Regardless of where you or I stand on the political spectrum, this seems like an eminently sensible idea. Partly thanks to the efforts of former Deputy Prime Minister Nick Clegg in the last government, mental health issues have become a major political talking point lately and featured prominently in the election campaigns this past spring. But actions speak louder than cheap political rhetoric: over the last Parliament, mental health service budgets, already on their knees, were slashed by more than 8 percent. Services are inadequate. Last year, 7,000 vulnerable people in the U.K. with mental health problems—a lot of them children—ended up being held in police cells, because there were no beds available.
Freedom of information requests by Berger earlier this year showed that NHS clinical commissioning groups on average spend just 10 percent of their budget on mental health, which accounts for almost a quarter of the NHS’ burden of disease.
One in four people in the U.K. experience mental ill-health every year, causing an annual loss of £26bn to the economy.
Berger said: “Mental health should be treated no differently to physical health. People with mental illness shouldn't have to expect different standards of care simply because of where they live.”
In a speech in Parliament in February, Corbyn said: “All of us can go through depression; all of us can go through those experiences. Every single one of us in this Chamber knows people who have gone through it, and has visited people who have been in institutions and have fully recovered and gone back to work and continued their normal life.”
On Sunday, his first morning as leader, Corbyn snubbed the BBC’s Andrew Marr show and instead visited his local NHS mental health trust, Camden & Islington.
One priority for any politician who wants to improve mental health services in the U.K. should be to promote a much greater diversity of available treatments. The NHS is far too therapeutically monocultural, wedded to the symptom-treatment medical model of clinical psychology, one that attempts to apply simplified, uniform labels to the vast diversity and complexity of human psychological distress, and a one-size-fits-all miracle cure-all in the shape of short-term cognitive-behavioural therapy (CBT). Psychotherapy and other more holistic and sophisticated approaches get squeezed out. Too often the notion of “stepped care” ends up being just one step—and not a very big one, either.
For more than two millennia, from the time of Socrates, psychology was essentially a philosophical endeavour. With the dawn of the Enlightenment, however, the Industrial Revolution, and a new age of reason which pledged its allegiance to rationality and logic, it abandoned its roots in favour of modernist ideas of “science.”
This shift was especially marked by the publication in 1913 of John B. Watson’s influential manifesto of radical behaviourism, which recognized “no dividing line between man and brute.” Watson was only concerned with the observable, measurable human responses to stimuli. What went on in between, in that messy “black box” of the human psyche, was of no concern. For the past century, this kind of “positivist” psychology that treats humans as machines has prevailed. It is still taught widely in universities. It directs much flawed, quantitative industry research that is influential yet of limited practical value to psychotherapists (the French existentialist Merleau-Ponty regarded the “science” of psychology as “always both naïve and at the same time dishonest”).
The new modernism is neuroscience. Brain scans are fascinating, but as explanations of minds, souls or consciousness, they are about as useful as a map of London is as an explanation of London. These neuroimages are but the flickering shadows on the walls of Plato’s Cave. They are fixated on the machine instead of the ghost in the machine.
At its best, psychotherapy dances with the ghost as well as the machine. It rejects attempts to delimit, confine or manualize the complicated business of being human and looks instead below the surface, considering historical causes of symptoms, unconscious and conscious motivations, intrapsychic and interpersonal conflicts, and environmental constraints and challenges. It embraces uncertainty (Voltaire: “Doubt is not a pleasant condition. But certainty is absurd”).
In a postmodern world, there are no absolute, objective truths when it comes to human beings and their psyches. Subjectivity rules, and my truth, my reality, my experience of being anxious, depressed, bipolar, schizophrenic, suicidal, disabled and so on might be entirely different to yours.
The consulting room should not be a place where we go to learn how to live up to a CBT therapist’s modernist standards of how to think and behave. It is, instead, a place where we go to wake up, to discover our subjectivity, our beauty, our power—to find ourselves.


**Problem statement:**
Extract, from the records beneath this instruction, each line that contains the word "Lack".

**Data:**
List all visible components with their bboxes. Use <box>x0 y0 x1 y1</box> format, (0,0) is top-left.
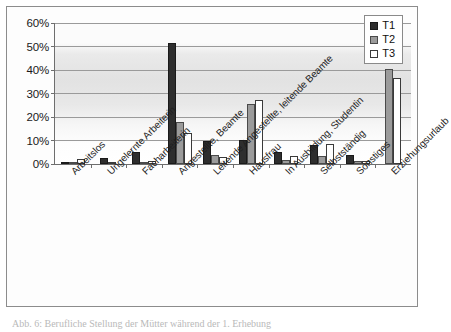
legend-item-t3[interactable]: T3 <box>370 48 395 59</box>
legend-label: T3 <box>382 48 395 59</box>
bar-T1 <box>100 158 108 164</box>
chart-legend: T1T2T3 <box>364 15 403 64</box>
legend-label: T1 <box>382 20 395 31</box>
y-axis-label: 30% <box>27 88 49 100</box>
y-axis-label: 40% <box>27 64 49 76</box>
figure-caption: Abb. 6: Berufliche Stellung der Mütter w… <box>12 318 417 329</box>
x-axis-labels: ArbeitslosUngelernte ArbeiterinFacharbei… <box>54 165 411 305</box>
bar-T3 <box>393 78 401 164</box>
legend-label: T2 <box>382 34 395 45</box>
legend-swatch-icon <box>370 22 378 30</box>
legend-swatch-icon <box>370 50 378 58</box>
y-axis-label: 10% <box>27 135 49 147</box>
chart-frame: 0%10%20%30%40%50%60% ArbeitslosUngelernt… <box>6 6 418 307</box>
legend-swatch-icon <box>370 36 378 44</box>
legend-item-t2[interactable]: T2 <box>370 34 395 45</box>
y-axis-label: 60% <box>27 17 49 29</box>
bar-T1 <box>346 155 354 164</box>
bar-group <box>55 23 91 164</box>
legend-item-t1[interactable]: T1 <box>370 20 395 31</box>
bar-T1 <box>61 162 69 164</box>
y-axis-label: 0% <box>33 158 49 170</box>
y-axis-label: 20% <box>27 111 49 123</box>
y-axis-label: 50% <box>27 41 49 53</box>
---
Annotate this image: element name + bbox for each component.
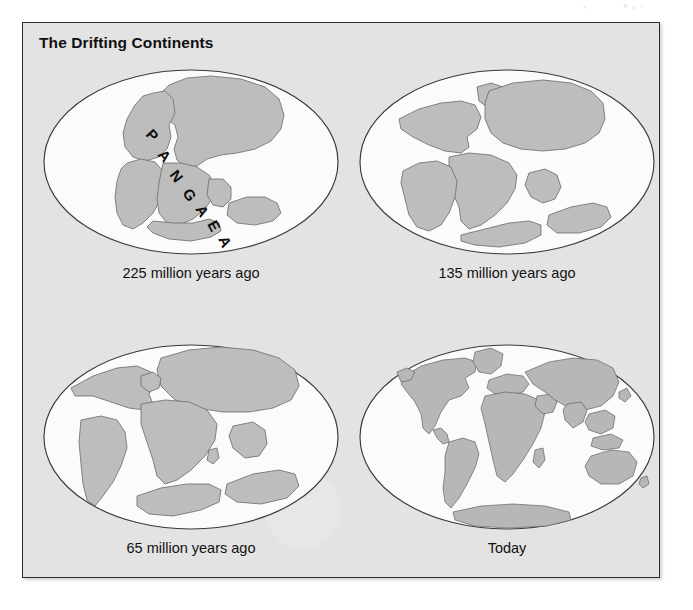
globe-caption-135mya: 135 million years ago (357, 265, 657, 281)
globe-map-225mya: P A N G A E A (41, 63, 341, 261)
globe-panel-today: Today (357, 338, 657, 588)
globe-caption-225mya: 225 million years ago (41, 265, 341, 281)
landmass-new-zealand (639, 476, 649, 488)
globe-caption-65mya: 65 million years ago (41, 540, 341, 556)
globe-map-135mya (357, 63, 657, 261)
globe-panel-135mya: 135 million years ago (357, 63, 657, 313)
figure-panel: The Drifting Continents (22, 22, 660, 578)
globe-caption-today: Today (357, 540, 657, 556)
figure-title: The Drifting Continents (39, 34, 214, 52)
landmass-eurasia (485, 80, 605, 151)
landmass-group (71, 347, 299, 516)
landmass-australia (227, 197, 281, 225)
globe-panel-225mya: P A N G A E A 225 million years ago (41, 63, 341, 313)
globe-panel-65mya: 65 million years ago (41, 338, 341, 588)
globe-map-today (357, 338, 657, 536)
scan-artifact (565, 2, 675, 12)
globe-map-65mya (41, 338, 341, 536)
...
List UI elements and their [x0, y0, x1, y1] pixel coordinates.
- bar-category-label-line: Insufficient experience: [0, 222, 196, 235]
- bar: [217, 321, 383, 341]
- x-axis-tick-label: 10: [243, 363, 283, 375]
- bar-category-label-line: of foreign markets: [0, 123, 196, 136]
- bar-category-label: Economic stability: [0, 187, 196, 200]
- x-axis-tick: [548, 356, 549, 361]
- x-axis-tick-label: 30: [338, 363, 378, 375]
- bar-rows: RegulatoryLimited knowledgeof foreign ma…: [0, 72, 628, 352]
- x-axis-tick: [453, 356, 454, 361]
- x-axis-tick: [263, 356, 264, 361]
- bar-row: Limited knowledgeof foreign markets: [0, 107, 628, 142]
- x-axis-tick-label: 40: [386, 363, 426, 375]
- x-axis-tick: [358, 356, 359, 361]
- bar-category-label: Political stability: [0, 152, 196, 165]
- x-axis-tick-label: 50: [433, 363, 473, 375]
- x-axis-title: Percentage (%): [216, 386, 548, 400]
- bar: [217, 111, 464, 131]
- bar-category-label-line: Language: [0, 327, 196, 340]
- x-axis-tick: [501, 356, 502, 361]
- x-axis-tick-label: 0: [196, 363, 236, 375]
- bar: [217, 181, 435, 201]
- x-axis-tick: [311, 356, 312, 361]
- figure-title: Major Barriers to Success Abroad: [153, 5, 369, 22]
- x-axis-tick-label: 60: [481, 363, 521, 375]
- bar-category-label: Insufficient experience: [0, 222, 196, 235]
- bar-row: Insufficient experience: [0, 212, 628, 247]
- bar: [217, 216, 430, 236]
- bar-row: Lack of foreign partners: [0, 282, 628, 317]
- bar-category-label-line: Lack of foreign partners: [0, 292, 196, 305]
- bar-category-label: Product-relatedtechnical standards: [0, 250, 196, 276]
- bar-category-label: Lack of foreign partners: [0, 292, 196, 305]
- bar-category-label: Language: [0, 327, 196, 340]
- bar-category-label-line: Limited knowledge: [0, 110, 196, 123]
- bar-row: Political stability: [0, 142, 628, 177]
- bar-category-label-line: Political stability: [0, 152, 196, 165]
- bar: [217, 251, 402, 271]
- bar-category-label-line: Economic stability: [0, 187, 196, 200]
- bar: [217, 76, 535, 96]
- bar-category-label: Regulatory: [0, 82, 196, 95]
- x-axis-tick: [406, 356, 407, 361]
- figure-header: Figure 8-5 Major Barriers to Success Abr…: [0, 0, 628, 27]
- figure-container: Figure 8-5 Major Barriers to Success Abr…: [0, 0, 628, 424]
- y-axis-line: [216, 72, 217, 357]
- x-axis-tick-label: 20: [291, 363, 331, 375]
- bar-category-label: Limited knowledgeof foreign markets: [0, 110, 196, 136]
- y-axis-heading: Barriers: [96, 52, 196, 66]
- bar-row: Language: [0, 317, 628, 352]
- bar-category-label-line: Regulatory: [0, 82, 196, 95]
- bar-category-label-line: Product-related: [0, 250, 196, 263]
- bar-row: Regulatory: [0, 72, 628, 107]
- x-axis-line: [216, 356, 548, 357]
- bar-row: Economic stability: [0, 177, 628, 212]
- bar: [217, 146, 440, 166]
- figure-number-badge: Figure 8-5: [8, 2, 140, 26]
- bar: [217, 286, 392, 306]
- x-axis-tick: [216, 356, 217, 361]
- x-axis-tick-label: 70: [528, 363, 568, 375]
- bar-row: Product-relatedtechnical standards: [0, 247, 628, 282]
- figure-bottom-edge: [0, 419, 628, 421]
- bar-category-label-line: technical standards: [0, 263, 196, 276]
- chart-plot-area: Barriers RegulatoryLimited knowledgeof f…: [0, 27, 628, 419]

**Expected answer:**
- bar-row: Lack of foreign partners: [0, 282, 628, 317]
- bar-category-label-line: Lack of foreign partners: [0, 292, 196, 305]
- bar-category-label: Lack of foreign partners: [0, 292, 196, 305]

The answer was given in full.